He wanted out of this classroom, he wanted out of this classroom now, he didn't want to wait in here screaming for two hours until he could use the Time- Turner, he needed to get out and find someone to get the torture spell off his hand...

Think! Harry screamed at his brain. Think! Think!

The Slytherin dorm was mostly empty. People were at dinner. For some reason Draco himself wasn't feeling very hungry.

Draco closed the door to his private room, locked it, Charmed it shut, Quieted it, sat down on his bed, and started to cry.

It wasn't fair.

It wasn't fair.

It was the first time Draco had ever really lost before, Father had warned him that losing for real would hurt the first time it happened, but he'd lost so much, it wasn't fair, it wasn't fair for him to lose everything the very first time he lost.

Somewhere in the dungeons, a boy Draco had actually liked was screaming in pain. Draco had never hurt anyone he'd liked before. Punishing people who deserved it was supposed to be fun, but this just felt sick inside. Father hadn't warned him about that, and Draco wondered if it was a hard lesson everyone had to learn when they grew up, or if Draco was just weak.

Draco wished it were Pansy screaming. That would have felt better.

And the worst part was knowing that it might have been a mistake to hurt Harry Potter.

Who else was there for Draco now? Dumbledore? After what he'd done? Draco would sooner have been burned alive.

Draco would have to go back to Harry Potter because there was nowhere else for him to go. And if Harry Potter said he didn't want him, then Draco would be nothing, just a pathetic little boy who could never be a Death Eater, never join Dumbledore's faction, never learn science.

The trap had been perfectly set, perfectly executed. Father had warned Draco over and over that what you sacrificed to Dark rituals couldn't be regained. But Father hadn't known that the accursed Muggles had invented rituals that didn't need wands, rituals you could be tricked into doing without knowing it, and that was only one of the terrible secrets which scientists knew and which Harry Potter had brought with him.

Draco started crying harder, then.

He didn't want this, he didn't want this but there was no turning back. It was too late. He was already a scientist.

Draco knew he should go back and free Harry Potter and apologize. It would have been the smart thing to do.

Instead Draco stayed in his bed and sobbed.

He'd already hurt Harry Potter. It might be the only time Draco ever got to hurt him, and he would have to hold to that one memory for the rest of his life.

Let him keep screaming.

Harry dropped the remnants of his hacksaw to the ground. The brass hinges had proved impervious, not even scratched, and Harry was beginning to suspect that even the desperation act of trying to Transfigure acid or explosives would have failed to open this door. On the plus side, the attempt had destroyed the hacksaw.

His watch said it was 7:02pm, with less than fifteen minutes left, and Harry tried to remember if there were any other sharp things in his pouch that needed destroying, and felt another fit of tears welling up. If only, when his Time-Turner opened, he could go back and prevent -

And that was when Harry realized he was being silly.

It wasn't the first time he'd been locked in a room.

Professor McGonagall had already told him the correct way to do this.

...she'd also told him not to use the Time-Turner for this sort of thing.

Would Professor McGonagall realize that this occasion really did warrant a special exception? Or just take away the Time-Turner entirely?

Harry gathered up all his things, all the evidence, into his pouch. A Scourgify took care of the vomit on the floor, though not the sweat that had soaked his robes. He left the overturned desks overturned, it wasn't important enough to be worth doing with one hand.

When he was done, Harry glanced down at his watch. 7:04pm.

And then Harry waited. Seconds passed, feeling like years.

At 7:07pm, the door opened.

Professor Flitwick's puff-bearded face looked rather concerned. "Are you all right, Harry?" said the squeaky voice of Ravenclaw's Head of House. "I got a note saying you'd been locked in here -"

Chapter 24: Machiavellian Intelligence Hypothesis

J. K. Rowling coils and strikes, unseen; Orca circles, hard and lean.

Act 3:

Draco waited in a small windowed alcove he'd found near the Great Hall, stomach churning.

There would be a price, and it would not be small. Draco had known that as soon as he'd woken up and realized that he didn't dare enter the Great Hall for breakfast because he might see Harry Potter there and Draco didn't know what would happen after that.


Each line of the entries below that holds "circle" is needed, copied in full.
======== GIVEN INFORMATION
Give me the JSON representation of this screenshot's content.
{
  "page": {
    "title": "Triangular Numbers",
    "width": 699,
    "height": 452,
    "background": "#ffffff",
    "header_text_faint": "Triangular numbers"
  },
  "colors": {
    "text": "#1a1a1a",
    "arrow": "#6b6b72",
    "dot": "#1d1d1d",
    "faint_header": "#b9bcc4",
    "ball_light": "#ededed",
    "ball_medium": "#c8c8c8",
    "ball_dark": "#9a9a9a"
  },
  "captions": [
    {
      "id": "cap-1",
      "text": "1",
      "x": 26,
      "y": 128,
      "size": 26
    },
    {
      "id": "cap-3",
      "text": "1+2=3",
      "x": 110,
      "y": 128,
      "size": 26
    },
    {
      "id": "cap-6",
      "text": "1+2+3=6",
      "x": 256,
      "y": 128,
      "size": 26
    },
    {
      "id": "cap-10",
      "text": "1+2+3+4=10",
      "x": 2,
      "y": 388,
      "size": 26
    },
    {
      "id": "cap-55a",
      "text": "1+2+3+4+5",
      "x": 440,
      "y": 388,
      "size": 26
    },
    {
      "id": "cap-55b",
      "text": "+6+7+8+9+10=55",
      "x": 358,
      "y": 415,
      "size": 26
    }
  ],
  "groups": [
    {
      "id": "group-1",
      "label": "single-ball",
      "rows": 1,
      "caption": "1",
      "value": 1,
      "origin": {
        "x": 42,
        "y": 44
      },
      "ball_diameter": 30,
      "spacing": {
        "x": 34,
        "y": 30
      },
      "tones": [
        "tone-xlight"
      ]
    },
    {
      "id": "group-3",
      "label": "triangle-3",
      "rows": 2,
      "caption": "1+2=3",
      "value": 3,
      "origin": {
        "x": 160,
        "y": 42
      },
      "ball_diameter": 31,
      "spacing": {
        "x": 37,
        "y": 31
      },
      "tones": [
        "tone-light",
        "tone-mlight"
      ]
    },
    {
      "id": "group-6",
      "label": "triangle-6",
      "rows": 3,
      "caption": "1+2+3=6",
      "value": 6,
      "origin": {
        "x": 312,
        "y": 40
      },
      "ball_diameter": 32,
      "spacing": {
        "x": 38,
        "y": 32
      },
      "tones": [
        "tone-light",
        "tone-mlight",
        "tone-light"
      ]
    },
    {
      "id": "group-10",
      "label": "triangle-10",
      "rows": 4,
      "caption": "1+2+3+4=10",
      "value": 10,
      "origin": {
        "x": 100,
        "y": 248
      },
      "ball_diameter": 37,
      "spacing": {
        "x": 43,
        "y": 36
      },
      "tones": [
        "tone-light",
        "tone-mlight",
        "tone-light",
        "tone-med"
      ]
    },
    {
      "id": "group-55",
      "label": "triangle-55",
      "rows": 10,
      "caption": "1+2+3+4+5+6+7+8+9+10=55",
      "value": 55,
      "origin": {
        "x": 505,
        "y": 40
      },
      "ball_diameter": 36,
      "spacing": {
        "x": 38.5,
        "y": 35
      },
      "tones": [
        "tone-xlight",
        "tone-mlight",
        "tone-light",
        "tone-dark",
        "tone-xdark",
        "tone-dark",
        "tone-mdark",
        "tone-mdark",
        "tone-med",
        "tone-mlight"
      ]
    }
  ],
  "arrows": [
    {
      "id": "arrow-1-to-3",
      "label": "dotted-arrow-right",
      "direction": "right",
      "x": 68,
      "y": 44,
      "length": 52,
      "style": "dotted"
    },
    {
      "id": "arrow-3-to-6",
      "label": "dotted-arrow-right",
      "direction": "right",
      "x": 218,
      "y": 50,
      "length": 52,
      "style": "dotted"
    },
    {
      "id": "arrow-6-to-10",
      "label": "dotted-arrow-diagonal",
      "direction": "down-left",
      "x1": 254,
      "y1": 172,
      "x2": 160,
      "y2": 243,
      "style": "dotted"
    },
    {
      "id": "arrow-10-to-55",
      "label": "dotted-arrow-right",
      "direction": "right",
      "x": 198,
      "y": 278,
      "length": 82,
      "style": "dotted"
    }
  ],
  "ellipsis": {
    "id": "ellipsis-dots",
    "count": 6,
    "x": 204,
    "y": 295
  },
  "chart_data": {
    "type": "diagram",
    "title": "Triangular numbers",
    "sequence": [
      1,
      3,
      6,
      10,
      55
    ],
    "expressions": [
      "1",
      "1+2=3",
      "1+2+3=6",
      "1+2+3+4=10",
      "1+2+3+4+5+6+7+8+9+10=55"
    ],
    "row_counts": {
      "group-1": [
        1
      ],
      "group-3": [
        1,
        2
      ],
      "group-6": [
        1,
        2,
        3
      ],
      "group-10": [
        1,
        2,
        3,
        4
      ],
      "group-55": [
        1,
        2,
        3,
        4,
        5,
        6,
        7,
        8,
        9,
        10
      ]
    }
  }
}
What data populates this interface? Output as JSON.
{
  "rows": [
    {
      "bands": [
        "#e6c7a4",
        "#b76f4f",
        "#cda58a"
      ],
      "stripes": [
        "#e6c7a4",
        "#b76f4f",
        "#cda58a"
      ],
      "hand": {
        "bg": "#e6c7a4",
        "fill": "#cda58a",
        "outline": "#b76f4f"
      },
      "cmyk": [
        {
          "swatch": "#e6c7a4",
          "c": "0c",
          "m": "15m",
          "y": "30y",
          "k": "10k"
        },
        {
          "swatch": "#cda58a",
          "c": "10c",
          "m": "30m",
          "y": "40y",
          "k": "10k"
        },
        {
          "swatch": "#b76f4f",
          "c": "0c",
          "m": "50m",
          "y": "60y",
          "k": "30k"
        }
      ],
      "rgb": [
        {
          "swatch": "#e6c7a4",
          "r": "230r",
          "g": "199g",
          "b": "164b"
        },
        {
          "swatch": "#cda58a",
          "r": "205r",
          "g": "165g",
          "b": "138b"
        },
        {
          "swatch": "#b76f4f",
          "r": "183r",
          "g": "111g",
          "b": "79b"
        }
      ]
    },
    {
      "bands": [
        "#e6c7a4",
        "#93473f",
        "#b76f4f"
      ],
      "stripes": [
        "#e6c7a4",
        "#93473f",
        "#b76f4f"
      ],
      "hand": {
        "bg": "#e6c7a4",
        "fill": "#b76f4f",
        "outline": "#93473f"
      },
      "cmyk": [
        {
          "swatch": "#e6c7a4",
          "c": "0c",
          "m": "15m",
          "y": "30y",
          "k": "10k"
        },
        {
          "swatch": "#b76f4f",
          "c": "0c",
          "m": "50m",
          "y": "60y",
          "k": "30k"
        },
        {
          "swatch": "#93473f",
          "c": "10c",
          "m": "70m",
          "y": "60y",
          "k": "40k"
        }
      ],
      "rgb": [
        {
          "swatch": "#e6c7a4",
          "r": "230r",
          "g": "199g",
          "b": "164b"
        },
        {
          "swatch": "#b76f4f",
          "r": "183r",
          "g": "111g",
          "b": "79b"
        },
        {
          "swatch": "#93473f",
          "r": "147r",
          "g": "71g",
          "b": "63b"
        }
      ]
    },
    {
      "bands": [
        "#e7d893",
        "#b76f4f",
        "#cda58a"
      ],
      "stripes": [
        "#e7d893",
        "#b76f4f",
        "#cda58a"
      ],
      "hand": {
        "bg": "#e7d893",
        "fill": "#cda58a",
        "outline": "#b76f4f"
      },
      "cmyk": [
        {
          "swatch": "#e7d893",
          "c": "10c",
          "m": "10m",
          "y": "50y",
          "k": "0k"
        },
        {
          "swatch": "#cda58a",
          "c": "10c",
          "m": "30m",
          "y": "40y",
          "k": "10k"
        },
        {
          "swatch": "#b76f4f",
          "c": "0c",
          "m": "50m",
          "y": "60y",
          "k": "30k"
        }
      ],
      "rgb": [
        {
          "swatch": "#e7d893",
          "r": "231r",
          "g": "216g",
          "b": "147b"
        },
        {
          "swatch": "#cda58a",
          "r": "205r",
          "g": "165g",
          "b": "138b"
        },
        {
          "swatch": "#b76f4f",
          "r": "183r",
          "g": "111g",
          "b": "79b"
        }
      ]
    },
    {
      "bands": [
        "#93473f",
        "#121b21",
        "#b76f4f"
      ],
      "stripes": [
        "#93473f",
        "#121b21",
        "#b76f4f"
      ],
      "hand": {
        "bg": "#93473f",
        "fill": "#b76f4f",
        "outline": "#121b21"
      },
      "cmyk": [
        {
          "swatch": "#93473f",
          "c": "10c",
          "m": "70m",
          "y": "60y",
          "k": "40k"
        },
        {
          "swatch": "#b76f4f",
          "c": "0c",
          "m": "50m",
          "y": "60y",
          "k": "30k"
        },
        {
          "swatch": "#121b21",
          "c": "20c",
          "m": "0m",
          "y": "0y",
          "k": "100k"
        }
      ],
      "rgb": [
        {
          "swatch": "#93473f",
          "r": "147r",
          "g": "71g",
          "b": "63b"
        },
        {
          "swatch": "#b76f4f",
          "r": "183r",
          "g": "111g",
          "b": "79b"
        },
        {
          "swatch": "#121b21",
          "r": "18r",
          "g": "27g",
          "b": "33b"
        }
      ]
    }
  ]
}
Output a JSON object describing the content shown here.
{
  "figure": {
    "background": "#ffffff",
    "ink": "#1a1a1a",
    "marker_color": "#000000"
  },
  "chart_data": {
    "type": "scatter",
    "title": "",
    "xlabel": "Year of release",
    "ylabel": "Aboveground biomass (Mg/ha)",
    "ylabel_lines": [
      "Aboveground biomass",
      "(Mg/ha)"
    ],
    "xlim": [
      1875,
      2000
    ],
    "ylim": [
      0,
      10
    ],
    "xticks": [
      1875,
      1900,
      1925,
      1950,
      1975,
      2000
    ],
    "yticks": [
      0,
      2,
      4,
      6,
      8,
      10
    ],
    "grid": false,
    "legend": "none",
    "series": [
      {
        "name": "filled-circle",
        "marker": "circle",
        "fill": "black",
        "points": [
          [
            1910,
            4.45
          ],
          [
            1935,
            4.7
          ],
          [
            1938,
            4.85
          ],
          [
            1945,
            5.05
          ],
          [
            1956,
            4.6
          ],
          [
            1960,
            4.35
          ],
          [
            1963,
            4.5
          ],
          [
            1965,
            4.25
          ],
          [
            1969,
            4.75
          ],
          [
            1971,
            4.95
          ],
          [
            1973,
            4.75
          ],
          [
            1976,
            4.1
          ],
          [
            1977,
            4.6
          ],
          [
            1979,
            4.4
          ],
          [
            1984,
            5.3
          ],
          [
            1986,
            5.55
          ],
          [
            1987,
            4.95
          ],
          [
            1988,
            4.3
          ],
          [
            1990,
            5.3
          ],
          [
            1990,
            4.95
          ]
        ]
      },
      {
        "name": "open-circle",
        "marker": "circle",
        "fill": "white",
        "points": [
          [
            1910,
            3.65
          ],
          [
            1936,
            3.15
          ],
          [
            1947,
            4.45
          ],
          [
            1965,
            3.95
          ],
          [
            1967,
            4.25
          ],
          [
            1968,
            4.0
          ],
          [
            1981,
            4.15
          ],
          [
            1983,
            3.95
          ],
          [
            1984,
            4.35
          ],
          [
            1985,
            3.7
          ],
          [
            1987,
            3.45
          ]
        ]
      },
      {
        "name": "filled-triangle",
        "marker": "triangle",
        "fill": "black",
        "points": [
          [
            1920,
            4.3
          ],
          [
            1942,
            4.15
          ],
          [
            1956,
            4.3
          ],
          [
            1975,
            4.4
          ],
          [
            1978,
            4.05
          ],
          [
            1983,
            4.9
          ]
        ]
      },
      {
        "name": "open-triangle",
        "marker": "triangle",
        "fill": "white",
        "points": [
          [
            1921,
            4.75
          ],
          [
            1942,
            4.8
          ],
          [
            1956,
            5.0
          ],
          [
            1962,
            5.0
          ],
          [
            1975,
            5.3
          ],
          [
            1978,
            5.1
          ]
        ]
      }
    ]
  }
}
================
■ **EXERCISE SOLUTION**:
        "name": "filled-circle",
        "marker": "circle",
        "name": "open-circle",
        "marker": "circle",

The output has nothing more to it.